Morales's attacks often targeted the victim's face. He hit her multiple times in the face with his fist and with his gun; he kicked her in the face; later he threw a brick at her face. The victim had a shoe print on the side of her face "consistent with . . . getting stepped on."
Morales also focused on the victim's genitals: He tried to stab her with scissors and threatened to shove them in her vagina.
This evidence showed Morales acted for revenge. A reasonable jury could conclude Morales wanted to make the victim pay for seeing and speaking with other men.
Morales concedes it is possible he acted out of revenge or a desire to persuade this victim "not to get with other guys" but argues a possibility is just speculation, not evidence. The correct noun is inference, not speculation. The inference was reasonable. (See People v. Massie (2006) 142 Cal.App.4th 365, 369 (Massie) ["If the trier of fact's conclusion reasonably and logically follows from the proof of the preliminary facts, an appellate court will not interfere with the conclusion, even if the appellate court believes that a contrary conclusion would have been reasonable"].)

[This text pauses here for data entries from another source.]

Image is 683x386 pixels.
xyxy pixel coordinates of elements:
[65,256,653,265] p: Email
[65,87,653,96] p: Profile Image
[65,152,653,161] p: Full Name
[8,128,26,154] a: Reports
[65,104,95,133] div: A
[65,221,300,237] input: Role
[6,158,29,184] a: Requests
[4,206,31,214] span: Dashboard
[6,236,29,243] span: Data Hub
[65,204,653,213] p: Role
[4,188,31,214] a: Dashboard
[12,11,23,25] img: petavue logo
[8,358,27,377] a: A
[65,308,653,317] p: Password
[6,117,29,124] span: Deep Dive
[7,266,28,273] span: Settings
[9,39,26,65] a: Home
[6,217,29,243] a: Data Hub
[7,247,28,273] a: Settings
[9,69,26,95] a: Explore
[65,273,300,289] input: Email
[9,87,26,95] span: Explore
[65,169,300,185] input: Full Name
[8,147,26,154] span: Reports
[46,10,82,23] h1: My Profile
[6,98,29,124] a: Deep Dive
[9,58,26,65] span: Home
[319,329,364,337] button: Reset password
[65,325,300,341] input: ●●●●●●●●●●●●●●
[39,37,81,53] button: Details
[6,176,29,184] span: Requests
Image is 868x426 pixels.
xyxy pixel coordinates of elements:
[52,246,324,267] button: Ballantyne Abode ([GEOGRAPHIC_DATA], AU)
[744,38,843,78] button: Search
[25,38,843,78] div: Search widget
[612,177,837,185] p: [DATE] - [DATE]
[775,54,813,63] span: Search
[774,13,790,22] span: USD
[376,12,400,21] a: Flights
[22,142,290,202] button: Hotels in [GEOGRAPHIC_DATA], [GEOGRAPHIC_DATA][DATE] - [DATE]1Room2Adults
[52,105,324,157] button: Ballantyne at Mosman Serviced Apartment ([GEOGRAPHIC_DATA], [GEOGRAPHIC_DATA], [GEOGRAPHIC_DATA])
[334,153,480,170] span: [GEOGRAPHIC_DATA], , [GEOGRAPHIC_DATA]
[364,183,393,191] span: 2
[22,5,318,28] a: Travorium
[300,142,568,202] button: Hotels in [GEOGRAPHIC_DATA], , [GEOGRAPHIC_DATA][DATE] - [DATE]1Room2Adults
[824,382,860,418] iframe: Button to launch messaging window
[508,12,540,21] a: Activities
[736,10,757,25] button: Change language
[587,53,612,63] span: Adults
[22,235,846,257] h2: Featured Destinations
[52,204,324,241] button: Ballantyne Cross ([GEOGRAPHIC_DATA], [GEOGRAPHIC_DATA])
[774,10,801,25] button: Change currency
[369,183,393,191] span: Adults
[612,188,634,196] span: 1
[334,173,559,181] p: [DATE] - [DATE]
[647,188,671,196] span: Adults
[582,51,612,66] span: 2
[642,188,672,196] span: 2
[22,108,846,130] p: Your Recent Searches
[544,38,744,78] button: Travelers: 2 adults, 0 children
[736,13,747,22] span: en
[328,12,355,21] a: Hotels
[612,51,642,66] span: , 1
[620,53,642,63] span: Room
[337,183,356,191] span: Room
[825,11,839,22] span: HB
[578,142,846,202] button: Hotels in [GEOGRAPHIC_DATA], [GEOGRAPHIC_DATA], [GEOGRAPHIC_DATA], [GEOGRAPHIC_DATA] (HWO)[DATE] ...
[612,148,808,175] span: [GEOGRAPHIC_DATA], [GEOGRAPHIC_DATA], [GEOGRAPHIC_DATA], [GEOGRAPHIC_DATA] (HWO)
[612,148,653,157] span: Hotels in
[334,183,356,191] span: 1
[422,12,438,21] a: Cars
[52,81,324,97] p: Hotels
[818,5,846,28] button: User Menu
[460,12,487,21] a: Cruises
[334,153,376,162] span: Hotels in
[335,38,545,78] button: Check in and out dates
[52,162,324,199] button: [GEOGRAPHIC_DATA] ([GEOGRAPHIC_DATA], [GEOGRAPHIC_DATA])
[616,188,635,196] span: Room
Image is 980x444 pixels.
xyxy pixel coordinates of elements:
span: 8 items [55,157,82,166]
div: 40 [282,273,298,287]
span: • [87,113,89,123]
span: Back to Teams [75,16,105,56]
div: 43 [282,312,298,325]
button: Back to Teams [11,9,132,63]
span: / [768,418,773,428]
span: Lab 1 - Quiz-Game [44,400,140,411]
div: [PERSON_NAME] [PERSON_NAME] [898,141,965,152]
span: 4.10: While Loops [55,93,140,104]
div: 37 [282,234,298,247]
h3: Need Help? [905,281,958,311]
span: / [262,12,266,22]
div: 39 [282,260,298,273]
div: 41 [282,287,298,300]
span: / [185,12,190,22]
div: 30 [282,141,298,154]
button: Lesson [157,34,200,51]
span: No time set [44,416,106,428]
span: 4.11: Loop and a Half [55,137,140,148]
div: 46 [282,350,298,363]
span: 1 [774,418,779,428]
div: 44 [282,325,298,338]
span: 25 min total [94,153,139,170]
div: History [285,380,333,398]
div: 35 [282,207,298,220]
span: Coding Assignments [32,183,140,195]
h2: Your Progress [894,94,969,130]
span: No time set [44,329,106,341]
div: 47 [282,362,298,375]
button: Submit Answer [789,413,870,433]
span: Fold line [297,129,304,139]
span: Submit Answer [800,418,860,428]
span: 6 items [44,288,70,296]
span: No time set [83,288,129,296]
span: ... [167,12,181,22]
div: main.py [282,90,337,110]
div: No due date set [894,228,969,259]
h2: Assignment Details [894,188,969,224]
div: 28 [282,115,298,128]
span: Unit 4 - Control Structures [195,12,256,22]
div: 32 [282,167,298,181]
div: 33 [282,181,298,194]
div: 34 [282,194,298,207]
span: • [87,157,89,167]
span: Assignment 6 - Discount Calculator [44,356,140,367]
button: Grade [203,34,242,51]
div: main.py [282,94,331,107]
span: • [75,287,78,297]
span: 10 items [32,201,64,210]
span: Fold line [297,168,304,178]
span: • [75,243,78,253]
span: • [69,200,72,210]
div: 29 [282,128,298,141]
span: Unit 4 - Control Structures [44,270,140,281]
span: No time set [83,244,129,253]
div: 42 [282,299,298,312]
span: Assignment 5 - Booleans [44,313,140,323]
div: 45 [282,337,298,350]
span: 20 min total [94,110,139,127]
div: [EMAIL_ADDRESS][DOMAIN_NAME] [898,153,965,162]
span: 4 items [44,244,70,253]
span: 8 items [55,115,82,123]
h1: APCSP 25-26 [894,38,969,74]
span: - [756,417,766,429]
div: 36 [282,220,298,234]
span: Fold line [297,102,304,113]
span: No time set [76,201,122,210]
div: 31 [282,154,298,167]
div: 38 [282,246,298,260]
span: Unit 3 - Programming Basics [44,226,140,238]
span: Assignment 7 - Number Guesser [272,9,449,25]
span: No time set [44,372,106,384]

Morales argues the evidence simply shows he reacted out of anger, and "an emotional angry reaction is not torture." The evidence does show anger, but anger does not negate torture. (See Massie, supra, 142 Cal.App.4th at pp. 371-372 [evidence of anger does not preclude a torture conviction, and premeditation is not required].)
Morales maintains this case is distinguishable from cases the prosecution cites. When the evidence satisfied the elements, as it did, this argument is logically insufficient to establish the conviction was invalid. (See Pre, supra, 117 Cal.App.4th at p. 423 [comparing the facts in other torture cases is of little value in assessing the sufficiency of evidence of torture in a particular case].)

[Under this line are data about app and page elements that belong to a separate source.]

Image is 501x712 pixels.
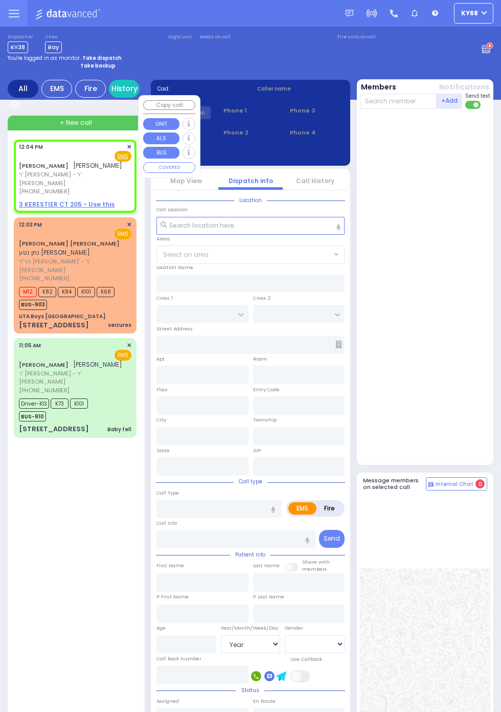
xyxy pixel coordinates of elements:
[253,593,284,600] label: P Last Name
[8,34,33,40] label: Dispatcher
[143,132,180,144] button: ALS
[454,3,494,24] button: ky68
[73,161,122,170] span: [PERSON_NAME]
[157,386,168,393] label: Floor
[363,477,427,490] h5: Message members on selected call
[234,478,267,485] span: Call type
[8,80,38,98] div: All
[19,257,128,274] span: הר''ר [PERSON_NAME]' - ר' [PERSON_NAME]
[157,447,170,454] label: State
[38,287,56,297] span: K82
[157,489,179,497] label: Call Type
[346,10,353,17] img: message.svg
[19,287,37,297] span: M12
[253,698,276,705] label: En Route
[221,624,281,632] div: Year/Month/Week/Day
[236,686,264,694] span: Status
[157,264,193,271] label: Location Name
[224,106,277,115] span: Phone 1
[73,360,122,369] span: [PERSON_NAME]
[19,312,105,320] div: UTA Boys [GEOGRAPHIC_DATA]
[58,287,76,297] span: K84
[60,118,92,127] span: + New call
[45,41,62,53] span: Bay
[75,80,106,98] div: Fire
[224,128,277,137] span: Phone 2
[19,239,120,248] a: [PERSON_NAME] [PERSON_NAME]
[51,398,69,409] span: K73
[19,411,46,421] span: BUS-910
[19,300,47,310] span: BUS-903
[360,94,437,109] input: Search member
[19,143,43,151] span: 12:04 PM
[302,566,327,572] span: members
[158,96,244,103] label: Caller:
[253,416,277,423] label: Township
[253,386,280,393] label: Entry Code
[288,502,317,515] label: EMS
[19,162,69,170] a: [PERSON_NAME]
[143,147,180,159] button: BUS
[336,341,342,348] span: Other building occupants
[19,274,70,282] span: [PHONE_NUMBER]
[157,355,165,363] label: Apt
[461,9,478,18] span: ky68
[109,80,140,98] a: History
[229,176,273,185] a: Dispatch info
[157,698,179,705] label: Assigned
[97,287,115,297] span: K68
[476,479,485,488] span: 0
[158,85,244,93] label: Cad:
[157,655,202,662] label: Call back number
[157,206,188,213] label: Call Location
[127,143,131,151] span: ✕
[296,176,334,185] a: Call History
[19,320,89,330] div: [STREET_ADDRESS]
[437,94,462,109] button: +Add
[157,325,193,332] label: Street Address
[8,41,28,53] span: KY38
[8,54,81,62] span: You're logged in as monitor.
[157,217,345,235] input: Search location here
[127,220,131,229] span: ✕
[19,248,90,257] span: נתן נטע [PERSON_NAME]
[257,85,344,93] label: Caller name
[19,398,49,409] span: Driver-K13
[436,481,474,488] span: Internal Chat
[143,118,180,130] button: UNIT
[253,447,261,454] label: ZIP
[41,80,72,98] div: EMS
[319,530,345,548] button: Send
[80,62,116,70] strong: Take backup
[234,196,267,204] span: Location
[115,229,131,239] span: EMS
[426,477,487,490] button: Internal Chat 0
[291,656,322,663] label: Use Callback
[157,624,166,632] label: Age
[230,551,271,559] span: Patient info
[19,386,70,394] span: [PHONE_NUMBER]
[157,295,173,302] label: Cross 1
[439,82,489,93] button: Notifications
[19,170,128,187] span: ר' [PERSON_NAME] - ר' [PERSON_NAME]
[253,295,271,302] label: Cross 2
[108,321,131,329] div: seizures
[143,162,195,173] button: COVERED
[157,235,170,242] label: Areas
[107,426,131,433] div: Baby fell
[19,200,115,209] u: 3 KERESTIER CT 205 - Use this
[429,482,434,487] img: comment-alt.png
[19,369,128,386] span: ר' [PERSON_NAME] - ר' [PERSON_NAME]
[285,624,303,632] label: Gender
[77,287,95,297] span: K101
[361,82,396,93] button: Members
[157,520,177,527] label: Call Info
[45,34,62,40] label: Lines
[118,152,128,160] u: EMS
[115,350,131,361] span: EMS
[158,150,251,158] label: Last 3 location
[19,424,89,434] div: [STREET_ADDRESS]
[302,559,330,565] small: Share with
[253,355,267,363] label: Room
[253,562,280,569] label: Last Name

Sufficient evidence supported Morales's conviction.
B
Morales contends his case must be remanded for resentencing because there is no sign the trial court was aware of Senate Bill No. 81 (2021-2022 Reg. Sess.) (Senate Bill 81) and the court's new discretion regarding enhancements. This contention is incorrect.
Senate Bill 81 fine-tuned how a trial court exercises its discretion to dismiss sentencing enhancements. (People v. Walker (2022) 86 Cal.App.5th 386, 395, review granted March 22, 2023, S278309.) It applies to sentencings after January 1, 2022, and therefore applied to Morales's sentencing. It adds a new subdivision to section 1385 that enables trial courts to strike enhancements in the interest of justice, and it provides a list of mitigating circumstances the courts must consider. (Stats. 2021, ch. 721, § 1; People v. Sek (2022) 74 Cal.App.5th 657, 674.) The amended statute specifies these circumstances weigh greatly in favor of dismissing an enhancement unless dismissal would endanger public safety. (§ 1385, subd. (c)(2).)

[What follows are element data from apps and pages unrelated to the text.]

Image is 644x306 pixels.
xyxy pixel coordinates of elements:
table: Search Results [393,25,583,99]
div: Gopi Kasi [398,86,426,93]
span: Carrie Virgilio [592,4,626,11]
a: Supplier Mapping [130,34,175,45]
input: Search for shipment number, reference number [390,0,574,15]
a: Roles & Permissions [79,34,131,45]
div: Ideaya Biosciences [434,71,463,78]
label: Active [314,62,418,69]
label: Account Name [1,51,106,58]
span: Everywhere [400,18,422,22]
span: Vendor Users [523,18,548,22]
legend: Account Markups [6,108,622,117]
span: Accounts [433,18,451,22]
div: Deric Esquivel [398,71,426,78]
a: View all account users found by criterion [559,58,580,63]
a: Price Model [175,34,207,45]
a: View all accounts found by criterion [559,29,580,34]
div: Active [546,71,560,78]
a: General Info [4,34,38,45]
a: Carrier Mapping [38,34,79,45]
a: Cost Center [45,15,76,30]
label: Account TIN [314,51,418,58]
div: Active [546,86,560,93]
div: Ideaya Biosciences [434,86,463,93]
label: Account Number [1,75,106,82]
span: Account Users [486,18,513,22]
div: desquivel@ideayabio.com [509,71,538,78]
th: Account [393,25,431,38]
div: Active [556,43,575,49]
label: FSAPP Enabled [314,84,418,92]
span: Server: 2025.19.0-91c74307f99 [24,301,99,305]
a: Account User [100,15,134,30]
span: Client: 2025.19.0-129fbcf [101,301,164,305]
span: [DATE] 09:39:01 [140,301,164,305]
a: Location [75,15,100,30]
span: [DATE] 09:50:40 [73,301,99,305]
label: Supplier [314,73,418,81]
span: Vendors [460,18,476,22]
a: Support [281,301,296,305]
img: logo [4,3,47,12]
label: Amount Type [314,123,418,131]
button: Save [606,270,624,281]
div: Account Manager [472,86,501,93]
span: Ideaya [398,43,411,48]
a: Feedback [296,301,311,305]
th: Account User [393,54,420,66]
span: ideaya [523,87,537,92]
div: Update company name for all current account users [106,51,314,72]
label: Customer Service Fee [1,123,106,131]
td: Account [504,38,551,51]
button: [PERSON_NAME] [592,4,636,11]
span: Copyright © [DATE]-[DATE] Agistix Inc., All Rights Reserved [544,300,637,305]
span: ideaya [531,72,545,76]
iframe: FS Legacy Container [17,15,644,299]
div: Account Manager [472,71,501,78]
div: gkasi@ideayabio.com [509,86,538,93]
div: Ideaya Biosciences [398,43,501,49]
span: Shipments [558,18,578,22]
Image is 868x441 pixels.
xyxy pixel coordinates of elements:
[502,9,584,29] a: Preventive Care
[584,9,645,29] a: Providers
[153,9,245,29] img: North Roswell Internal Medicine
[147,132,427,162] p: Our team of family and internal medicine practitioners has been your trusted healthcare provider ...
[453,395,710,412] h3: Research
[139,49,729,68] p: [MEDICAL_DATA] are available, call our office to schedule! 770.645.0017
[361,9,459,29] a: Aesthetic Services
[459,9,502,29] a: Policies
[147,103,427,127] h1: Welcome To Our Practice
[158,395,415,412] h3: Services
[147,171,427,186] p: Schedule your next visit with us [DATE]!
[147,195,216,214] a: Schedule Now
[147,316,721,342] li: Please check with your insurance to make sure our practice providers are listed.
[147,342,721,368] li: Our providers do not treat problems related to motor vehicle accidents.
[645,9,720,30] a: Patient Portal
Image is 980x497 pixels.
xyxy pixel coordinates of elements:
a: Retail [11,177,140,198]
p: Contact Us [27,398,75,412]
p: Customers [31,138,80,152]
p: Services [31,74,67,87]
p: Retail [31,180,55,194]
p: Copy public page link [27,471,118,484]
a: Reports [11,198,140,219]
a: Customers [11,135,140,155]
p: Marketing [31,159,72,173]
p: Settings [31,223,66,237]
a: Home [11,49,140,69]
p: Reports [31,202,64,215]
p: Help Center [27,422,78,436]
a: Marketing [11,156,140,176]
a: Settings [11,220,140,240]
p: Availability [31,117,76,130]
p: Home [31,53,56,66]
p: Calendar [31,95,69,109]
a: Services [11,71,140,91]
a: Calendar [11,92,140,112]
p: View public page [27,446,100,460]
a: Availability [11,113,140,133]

Morales incorrectly argues no one alerted the court to this new law. The defense sentencing memorandum performed this duty. Under the heading "RELEVANT 2022 FELONY SENTENCING LAWS" the memorandum said: "SB 81 amended 1385 which makes it clear that the Court can dismiss an enhancement if in furtherance of justice to do so. The Court also has to give great weight to the evidence offered by the defendant to prove that specified mitigating factors are present. Proof of the presence of one or more specified mitigating circumstances weigh greatly in favor of dismissing an enhancement."
The defense memorandum thus addressed Senate Bill 81 head on. It also addressed various mitigating factors.
At the sentencing hearing, defense counsel again referred to the requirement of the "2022 laws" to consider mitigating factors. The trial court announced it had read and considered the defense sentencing memorandum and letters supporting Morales, among other things. The court then found Morales continued "to be a serious danger to society" and discussed the many aggravating circumstances present.
The trial court considered the new law. Remand is unwarranted. ///
DISPOSITION
We affirm the judgment.
We concur: GRIMES, Acting P. J. VIRAMONTES, J.